The Last First Day / Solar Eclipse

            Last Monday, August 17th, 2017, was my last first day of school. I parked on the second floor of Garage A, threw my trusty, no longer crisp-white, polka-dotted backpack over my shoulder, and headed off to pace out my two back to back classes that were clear across the campus from each other. The clouds loomed above. At the moment they were a light grey. Today was supposed to be the solar eclipse. Any time someone mentioned it I just half-shrugged or smiled and pretended to look interested in what they were saying. However, since we weren’t in line for the full solar eclipse, I saw it all as unneeded hype.
           Clusters of people gathered around the six-foot-tall maps scattered throughout the campus while others strode calmly along. I was among the latter as I bee-lined for Colbourn Hall, the Humanities and Fine Arts building. I got through my first two classes, ate lunch, then settled into one of the wooden cubicles in the library. I always found these cubicles to be enlightening. Littered with smatterings of inspirational quotes and foul-languaged observations about courses, they seemed to define the campus. So many people with so many different perspectives on life sat in that one seat. Imagine how many more perspectives roamed the campus daily.
            After several hours I shoved my laptop into my backpack, behind my binder. I walked outside to find a couple hundred students gathered around the fountain, just in front of the library. At first, I wondered why they were there until I saw someone with eclipse glasses. I weaved my way away from the crowd, and towards the building where my last class for the day was located.
            I sat outside during the eclipse and kept my eye on those who were looking up at the sky, their flimsy paper glasses and cardboard boxes protecting them. Since then, I’ve watched videos of others who experienced the full solar eclipse. And for them, it truly seemed to be an experience. But for us  nothing near that exciting happened and few really seemed that fascinated by it either. The most excited I ever saw anyone was 10 minutes before the eclipse happened, when a suited man walked outside with his phone, and Facetimed his daughter. “Well, it’s 10 minutes before the eclipse. Are you ready?” Her voice was muffled by the distance between us as he continued on in conversation with her. The one interesting thing I did notice that day though was this: Everyone was looking up. So many people affiliated with different colleges and majors and with different perspectives on life. And they were all looking up.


Every line containing the string "pinewblock" is to be copied from the records.

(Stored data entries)
>>>>

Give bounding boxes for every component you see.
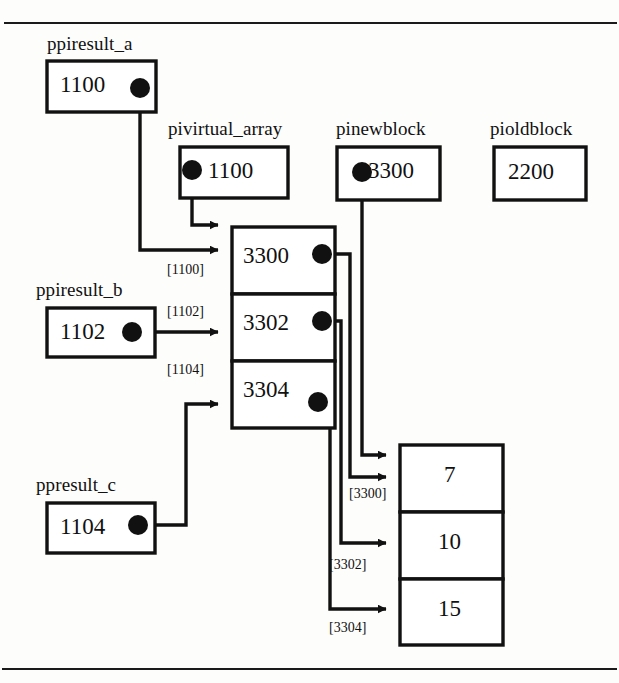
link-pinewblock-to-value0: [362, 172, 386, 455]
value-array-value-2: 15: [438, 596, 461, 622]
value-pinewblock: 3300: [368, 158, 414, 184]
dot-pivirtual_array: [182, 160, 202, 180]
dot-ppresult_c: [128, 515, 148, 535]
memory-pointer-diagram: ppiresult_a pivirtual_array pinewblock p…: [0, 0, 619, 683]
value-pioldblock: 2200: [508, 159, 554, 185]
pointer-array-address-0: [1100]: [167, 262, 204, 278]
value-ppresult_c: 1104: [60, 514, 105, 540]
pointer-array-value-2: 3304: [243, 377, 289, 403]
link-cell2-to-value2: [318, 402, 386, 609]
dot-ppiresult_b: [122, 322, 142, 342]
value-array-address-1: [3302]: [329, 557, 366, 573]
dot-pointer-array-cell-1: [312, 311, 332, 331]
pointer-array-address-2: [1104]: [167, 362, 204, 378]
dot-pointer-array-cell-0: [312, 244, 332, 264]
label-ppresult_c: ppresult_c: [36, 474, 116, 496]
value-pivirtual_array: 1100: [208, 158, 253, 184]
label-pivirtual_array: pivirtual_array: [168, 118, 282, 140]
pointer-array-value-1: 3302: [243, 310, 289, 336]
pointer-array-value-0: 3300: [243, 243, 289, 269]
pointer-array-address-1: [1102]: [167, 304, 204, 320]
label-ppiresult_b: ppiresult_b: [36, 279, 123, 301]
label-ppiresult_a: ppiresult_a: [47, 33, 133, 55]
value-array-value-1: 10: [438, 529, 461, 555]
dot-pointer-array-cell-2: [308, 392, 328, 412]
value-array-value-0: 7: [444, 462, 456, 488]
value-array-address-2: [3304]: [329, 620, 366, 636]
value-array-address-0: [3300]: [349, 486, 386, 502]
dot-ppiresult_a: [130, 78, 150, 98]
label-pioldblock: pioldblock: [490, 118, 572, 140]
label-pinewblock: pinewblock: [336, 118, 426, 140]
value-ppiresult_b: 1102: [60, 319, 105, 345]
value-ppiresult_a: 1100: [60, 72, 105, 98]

<<<<

▶ Solution for this problem
link-pinewblock-to-value0: [362, 172, 386, 455]
value-pinewblock: 3300: [368, 158, 414, 184]
memory-pointer-diagram: ppiresult_a pivirtual_array pinewblock p…: [0, 0, 619, 683]
label-pinewblock: pinewblock: [336, 118, 426, 140]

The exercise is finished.